In a novel that deftly moves back and forth in time, Rasmussen introduces us to two versions of the sisters: as they were in their teens and as they are as elderly ladies.


Twiss, who is adventurous and mischievous, wants to be an explorer and a scientist. Good as gold, Milly, wants to get married and have children. Things do not exactly go as planned, especially since they have an eccentric father and a stoic mother.



After losing his golf prowess, Milly and Twiss' father is never quite the same. He loses his job as golf instructor and his passion for life. He and the girls' mother never officially separate, yet he takes up residence in the barn, hanging his silk shirts from the rafters.


Rasmussen enlivens a heartbreaking situation with a quirky cast of characters. Spring Green is populated with people like lonely Mrs. Bettle whose only love is her pet parrot and nosy and fearless Bett who talks non-stop about her life in Dead Water, Wisconsin.

We also find characters like Father Rice who leaves his congregation to take a trip to Mexico and have a margarita. The bird sisters and the town work tirelessly to help him return when he runs into trouble.

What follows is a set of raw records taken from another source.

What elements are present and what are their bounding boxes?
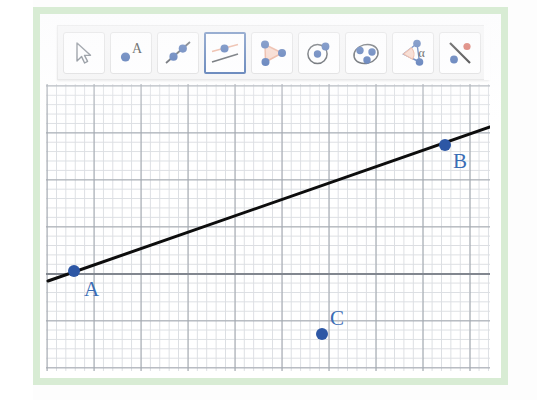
tool-button-reflect[interactable] bbox=[439, 32, 481, 74]
line-ab bbox=[48, 127, 490, 281]
tool-button-line[interactable] bbox=[157, 32, 199, 74]
point-b[interactable] bbox=[439, 139, 451, 151]
point-label-a: A bbox=[84, 279, 100, 300]
line-through-points-icon bbox=[163, 38, 193, 68]
tool-button-parallel-line[interactable] bbox=[204, 32, 246, 74]
tool-button-move[interactable] bbox=[63, 32, 105, 74]
cursor-arrow-icon bbox=[69, 38, 99, 68]
tool-button-circle[interactable] bbox=[298, 32, 340, 74]
circle-center-point-icon bbox=[304, 38, 334, 68]
tool-toolbar[interactable]: Aα bbox=[57, 25, 489, 80]
angle-alpha-icon: α bbox=[398, 38, 428, 68]
point-a-icon: A bbox=[116, 38, 146, 68]
tool-button-ellipse[interactable] bbox=[345, 32, 387, 74]
point-c[interactable] bbox=[316, 328, 328, 340]
page-left-margin bbox=[0, 0, 33, 400]
tool-button-point[interactable]: A bbox=[110, 32, 152, 74]
point-label-c: C bbox=[330, 308, 345, 329]
line-ab-stroke[interactable] bbox=[48, 127, 490, 281]
graphics-view[interactable]: A B C bbox=[46, 84, 490, 371]
tool-button-polygon[interactable] bbox=[251, 32, 293, 74]
screenshot-root: A B C Aα bbox=[0, 0, 537, 400]
triangle-polygon-icon bbox=[257, 38, 287, 68]
toolbar-right-clip bbox=[484, 25, 490, 80]
svg-text:α: α bbox=[419, 46, 426, 60]
reflect-about-line-icon bbox=[445, 38, 475, 68]
point-markers bbox=[68, 139, 451, 340]
point-label-b: B bbox=[453, 151, 468, 172]
point-a[interactable] bbox=[68, 265, 80, 277]
svg-text:A: A bbox=[132, 40, 143, 55]
ellipse-three-points-icon bbox=[351, 38, 381, 68]
parallel-line-icon bbox=[210, 38, 240, 68]
tool-button-angle[interactable]: α bbox=[392, 32, 434, 74]
geometry-objects bbox=[46, 84, 490, 371]
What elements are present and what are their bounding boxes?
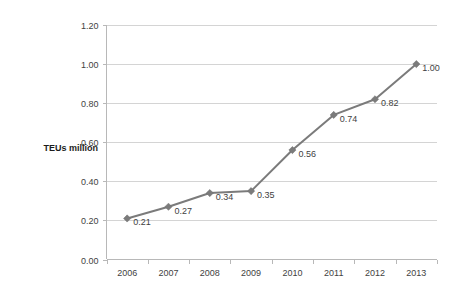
line-chart: 1.201.000.800.600.400.200.00 20062007200…	[0, 0, 457, 293]
data-point-label: 0.74	[340, 114, 358, 124]
data-point-label: 0.27	[174, 206, 192, 216]
y-axis-title: TEUs million	[43, 143, 98, 153]
x-axis-tick-label: 2008	[200, 268, 220, 278]
data-point-label: 0.34	[216, 192, 234, 202]
data-point-label: 1.00	[422, 63, 440, 73]
data-point-label: 0.35	[257, 190, 275, 200]
x-axis-tick-label: 2010	[282, 268, 302, 278]
x-axis-tick-label: 2009	[241, 268, 261, 278]
x-axis-tick-label: 2006	[117, 268, 137, 278]
y-axis-tick-label: 0.00	[81, 256, 99, 266]
data-point-label: 0.56	[298, 149, 316, 159]
chart-canvas: 1.201.000.800.600.400.200.00 20062007200…	[0, 0, 457, 293]
data-point-label: 0.21	[133, 217, 151, 227]
y-axis-tick-label: 0.40	[81, 177, 99, 187]
x-axis-tick-label: 2013	[406, 268, 426, 278]
x-axis-tick-label: 2011	[324, 268, 343, 278]
y-axis-tick-label: 0.80	[81, 99, 99, 109]
data-point-label: 0.82	[381, 98, 399, 108]
x-axis-tick-label: 2007	[158, 268, 178, 278]
y-axis-tick-label: 1.00	[81, 60, 99, 70]
y-axis-tick-label: 1.20	[81, 21, 99, 31]
y-axis-tick-label: 0.20	[81, 216, 99, 226]
x-axis-tick-label: 2012	[365, 268, 385, 278]
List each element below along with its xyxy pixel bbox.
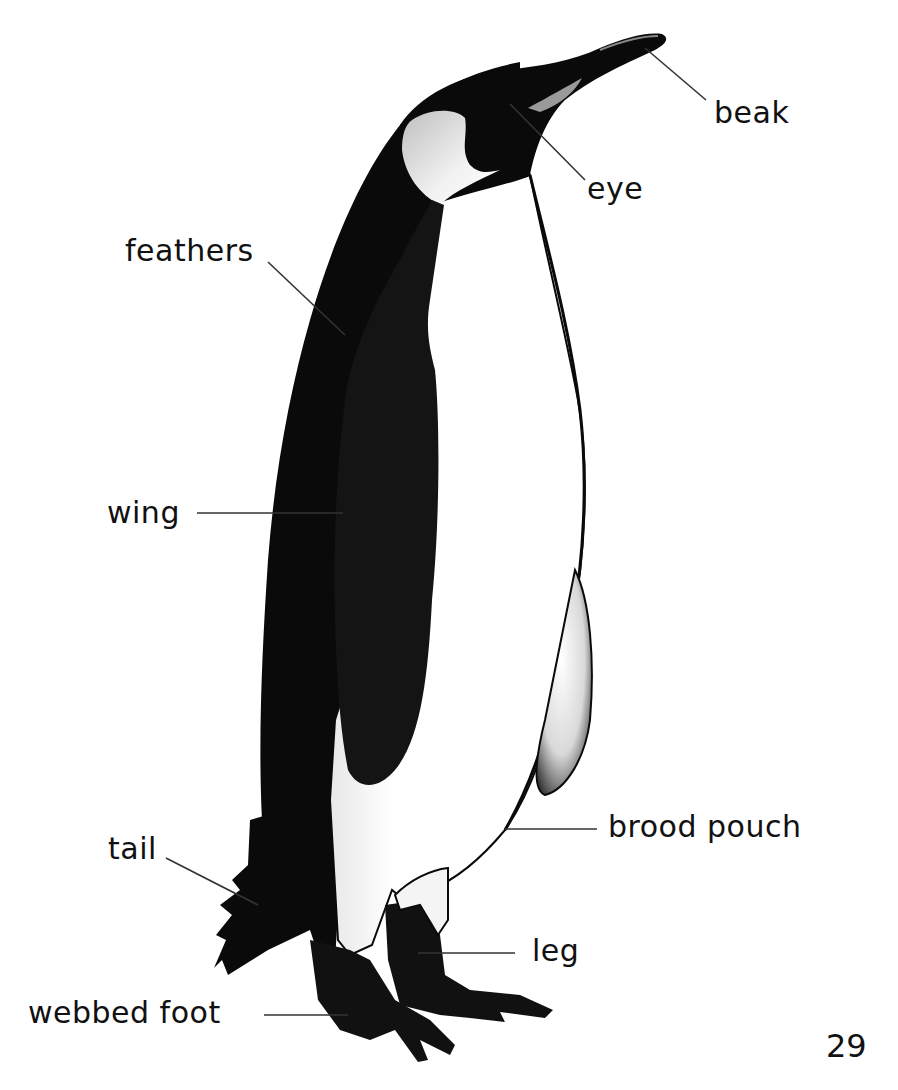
label-beak: beak <box>714 98 789 128</box>
label-wing: wing <box>107 498 180 528</box>
right-leg <box>385 900 553 1022</box>
label-brood-pouch: brood pouch <box>608 812 801 842</box>
beak-leader <box>645 48 706 100</box>
penguin-illustration <box>0 0 898 1090</box>
label-webbed-foot: webbed foot <box>28 998 221 1028</box>
penguin-diagram: beak eye feathers wing brood pouch tail … <box>0 0 898 1090</box>
label-feathers: feathers <box>125 236 254 266</box>
label-tail: tail <box>108 834 157 864</box>
page-number: 29 <box>826 1030 867 1062</box>
label-leg: leg <box>532 936 579 966</box>
label-eye: eye <box>587 174 643 204</box>
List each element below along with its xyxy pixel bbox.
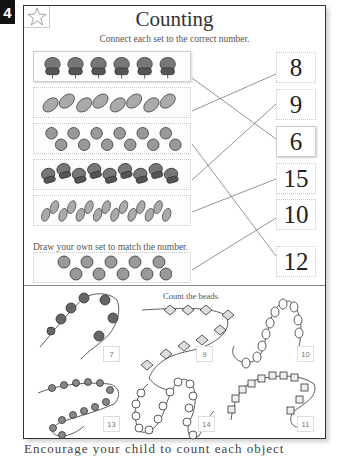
footer-note: Encourage your child to count each objec… — [24, 441, 339, 456]
berry-icons — [52, 254, 172, 282]
bead-count-box-14[interactable]: 14 — [198, 416, 215, 432]
number-box-8[interactable]: 8 — [276, 52, 316, 83]
set-acorns-9[interactable] — [33, 159, 191, 190]
set-berries-10[interactable] — [33, 252, 191, 283]
line-berries-12 — [192, 144, 276, 256]
acorn-icons — [40, 54, 184, 80]
number-box-15[interactable]: 15 — [276, 163, 316, 194]
connect-instruction: Connect each set to the correct number. — [24, 34, 325, 44]
bead-count-box-7[interactable]: 7 — [103, 346, 120, 362]
page-title: Counting — [24, 7, 325, 32]
draw-instruction: Draw your own set to match the number. — [33, 242, 188, 252]
number-box-12[interactable]: 12 — [276, 246, 316, 277]
berry-icons — [40, 125, 184, 153]
set-leaves-15[interactable] — [33, 195, 191, 226]
leaf-icons — [40, 90, 184, 116]
bead-count-box-10[interactable]: 10 — [297, 346, 314, 362]
line-acorns-9 — [192, 104, 276, 180]
number-box-10[interactable]: 10 — [276, 199, 316, 230]
page-number-tab: 4 — [0, 0, 15, 24]
line-berries-10 — [192, 218, 276, 270]
bead-strings-art — [24, 286, 327, 440]
worksheet-frame: Counting Connect each set to the correct… — [23, 5, 326, 439]
line-leaves-8 — [192, 74, 276, 111]
bead-count-box-9[interactable]: 9 — [196, 346, 213, 362]
set-leaves-8[interactable] — [33, 87, 191, 118]
line-leaves-15 — [192, 179, 276, 212]
number-box-6[interactable]: 6 — [276, 126, 316, 157]
acorn-icons — [40, 161, 184, 189]
line-acorns-6 — [192, 78, 276, 139]
bead-count-box-13[interactable]: 13 — [103, 416, 120, 432]
bead-count-box-11[interactable]: 11 — [297, 416, 314, 432]
leaf-icons — [40, 197, 184, 225]
number-box-9[interactable]: 9 — [276, 89, 316, 120]
set-acorns-6[interactable] — [33, 51, 191, 82]
set-berries-12[interactable] — [33, 123, 191, 154]
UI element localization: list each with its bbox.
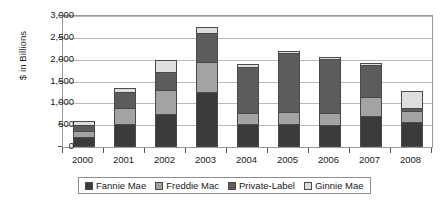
x-axis-tick-label: 2007 — [350, 154, 390, 165]
bar-group-2008 — [401, 91, 423, 147]
x-axis-tick-label: 2000 — [63, 154, 103, 165]
bar-segment — [319, 113, 341, 125]
bar-segment — [114, 108, 136, 124]
y-axis-tick-label: 3,000 — [24, 10, 74, 20]
legend-swatch-icon — [228, 182, 236, 190]
x-axis-tick-label: 2008 — [391, 154, 431, 165]
bar-segment — [237, 113, 259, 124]
x-axis: 200020012002200320042005200620072008 — [62, 148, 433, 170]
bars-container — [63, 16, 432, 147]
bar-group-2004 — [237, 64, 259, 147]
plot-area — [62, 15, 433, 148]
x-axis-tick-label: 2003 — [186, 154, 226, 165]
x-axis-tick-mark — [103, 148, 104, 153]
bar-segment — [196, 33, 218, 61]
y-axis-tick-mark — [58, 146, 62, 147]
bar-segment — [278, 53, 300, 112]
x-axis-tick-label: 2001 — [104, 154, 144, 165]
legend-swatch-icon — [304, 182, 312, 190]
x-axis-tick-mark — [431, 148, 432, 153]
bar-segment — [155, 90, 177, 114]
x-axis-tick-mark — [185, 148, 186, 153]
y-axis-tick-mark — [58, 124, 62, 125]
bar-segment — [196, 92, 218, 147]
legend-item-fannie-mae[interactable]: Fannie Mae — [85, 180, 146, 191]
chart-legend: Fannie MaeFreddie MacPrivate-LabelGinnie… — [78, 177, 371, 194]
bar-segment — [401, 122, 423, 147]
x-axis-tick-mark — [267, 148, 268, 153]
x-axis-tick-label: 2006 — [309, 154, 349, 165]
y-axis-tick-label: 500 — [24, 119, 74, 129]
bar-segment — [114, 124, 136, 147]
x-axis-tick-mark — [390, 148, 391, 153]
bar-group-2001 — [114, 88, 136, 147]
x-axis-tick-mark — [226, 148, 227, 153]
bar-segment — [196, 62, 218, 93]
x-axis-tick-mark — [308, 148, 309, 153]
legend-label: Freddie Mac — [166, 180, 219, 191]
y-axis-tick-mark — [58, 59, 62, 60]
x-axis-tick-label: 2002 — [145, 154, 185, 165]
legend-label: Private-Label — [239, 180, 295, 191]
bar-segment — [155, 114, 177, 147]
bar-segment — [155, 72, 177, 90]
legend-swatch-icon — [155, 182, 163, 190]
bar-segment — [237, 124, 259, 147]
legend-item-ginnie-mae[interactable]: Ginnie Mae — [304, 180, 364, 191]
x-axis-tick-mark — [144, 148, 145, 153]
bar-group-2002 — [155, 60, 177, 147]
legend-label: Fannie Mae — [96, 180, 146, 191]
bar-group-2006 — [319, 57, 341, 147]
y-axis-tick-mark — [58, 37, 62, 38]
bar-group-2007 — [360, 63, 382, 147]
x-axis-tick-mark — [349, 148, 350, 153]
legend-swatch-icon — [85, 182, 93, 190]
x-axis-tick-label: 2004 — [227, 154, 267, 165]
bar-segment — [114, 92, 136, 108]
bar-segment — [401, 91, 423, 108]
y-axis-tick-label: 1,500 — [24, 76, 74, 86]
bar-group-2000 — [73, 121, 95, 147]
legend-label: Ginnie Mae — [315, 180, 364, 191]
bar-group-2005 — [278, 51, 300, 147]
bar-segment — [278, 112, 300, 124]
y-axis-tick-label: 1,000 — [24, 97, 74, 107]
y-axis-tick-mark — [58, 15, 62, 16]
y-axis-tick-label: 2,000 — [24, 54, 74, 64]
bar-group-2003 — [196, 27, 218, 147]
bar-segment — [278, 124, 300, 147]
legend-item-freddie-mac[interactable]: Freddie Mac — [155, 180, 219, 191]
x-axis-tick-mark — [62, 148, 63, 153]
legend-item-private-label[interactable]: Private-Label — [228, 180, 295, 191]
y-axis-tick-mark — [58, 102, 62, 103]
bar-segment — [360, 65, 382, 96]
bar-segment — [401, 111, 423, 122]
x-axis-tick-label: 2005 — [268, 154, 308, 165]
bar-segment — [319, 59, 341, 113]
bar-segment — [237, 67, 259, 113]
y-axis-tick-label: 2,500 — [24, 32, 74, 42]
bar-segment — [73, 137, 95, 147]
bar-segment — [360, 116, 382, 147]
y-axis-tick-mark — [58, 81, 62, 82]
bar-segment — [319, 125, 341, 147]
bar-segment — [360, 97, 382, 117]
bar-segment — [155, 60, 177, 72]
stacked-bar-chart: $ in Billions 05001,0001,5002,0002,5003,… — [0, 0, 440, 203]
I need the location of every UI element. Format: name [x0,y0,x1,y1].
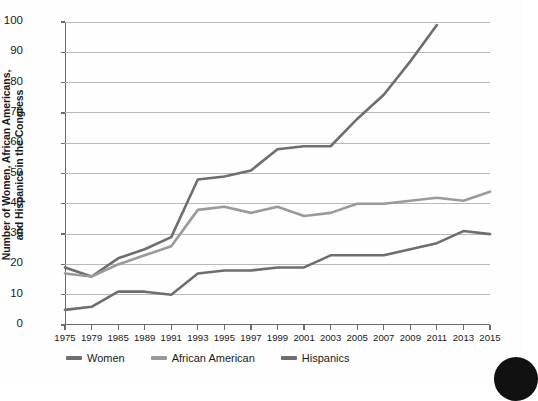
y-axis-tick-label: 100 [0,14,23,26]
y-axis-tick-label: 80 [0,75,23,87]
x-axis-tick [383,325,384,330]
x-axis-tick [64,325,65,330]
x-axis-tick [224,325,225,330]
legend-label: African American [172,352,255,364]
data-series-lines [65,22,490,325]
x-axis-tick [197,325,198,330]
series-line-women [65,25,437,276]
legend-label: Hispanics [302,352,350,364]
x-axis-tick [171,325,172,330]
chart-legend: WomenAfrican AmericanHispanics [66,352,350,364]
legend-swatch-icon [281,356,297,359]
series-line-african-american [65,192,490,277]
y-axis-tick-label: 0 [0,317,23,329]
x-axis-tick [463,325,464,330]
x-axis-tick [250,325,251,330]
legend-label: Women [87,352,125,364]
x-axis-tick [330,325,331,330]
x-axis-tick [118,325,119,330]
x-axis-tick [144,325,145,330]
legend-item-women[interactable]: Women [66,352,125,364]
x-axis-tick-label: 2015 [473,332,507,343]
x-axis-tick [91,325,92,330]
legend-item-african-american[interactable]: African American [151,352,255,364]
page-corner-artifact [494,357,538,401]
legend-item-hispanics[interactable]: Hispanics [281,352,350,364]
x-axis-tick [410,325,411,330]
legend-swatch-icon [66,356,82,359]
x-axis-tick [277,325,278,330]
x-axis-tick [489,325,490,330]
y-axis-tick-label: 20 [0,256,23,268]
series-line-hispanics [65,231,490,310]
x-axis-tick [303,325,304,330]
y-axis-tick-label: 60 [0,135,23,147]
legend-swatch-icon [151,356,167,359]
y-axis-tick-label: 70 [0,105,23,117]
y-axis-tick-label: 40 [0,196,23,208]
y-axis-tick-label: 30 [0,226,23,238]
y-axis-tick-label: 50 [0,166,23,178]
x-axis-tick [436,325,437,330]
plot-area: 0102030405060708090100 19751979198519891… [65,22,490,325]
y-axis-tick-label: 90 [0,44,23,56]
x-axis-tick [357,325,358,330]
y-axis-tick-label: 10 [0,287,23,299]
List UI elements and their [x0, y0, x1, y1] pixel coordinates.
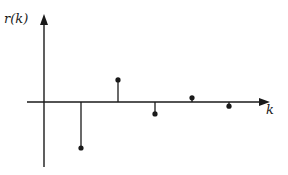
y-axis-arrow-icon: [40, 14, 48, 25]
stem-marker: [152, 111, 157, 116]
stem-marker: [115, 77, 120, 82]
x-axis-label: k: [266, 103, 274, 116]
stem-plot: r(k) k: [0, 0, 288, 175]
stem-marker: [78, 145, 83, 150]
plot-canvas: [0, 0, 288, 175]
y-axis-label: r(k): [4, 12, 28, 25]
stem-marker: [226, 104, 231, 109]
stem-marker: [189, 95, 194, 100]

For Father Rice, Twiss creates her happiness tonic which she tries to sell at the fair. Twiss arrives in a lacy dress in order to prove how much the tonic can transform a person. Twiss normally hates dresses.

What I like best about this novel is the terrific, comic scenes which also offer irony. When Margaret wins a bean-counting contest at the fair, her prize is a trip in a small airplane. 

The pilot asks her where she lives so he can fly over her house and barn. For Margaret, its a chance to fly over her life. Significantly, right after she flies over life, she comes to some startling revelations. 


As humorous as it is, the novel is also a deeply moving testament to the strength of sisterhood.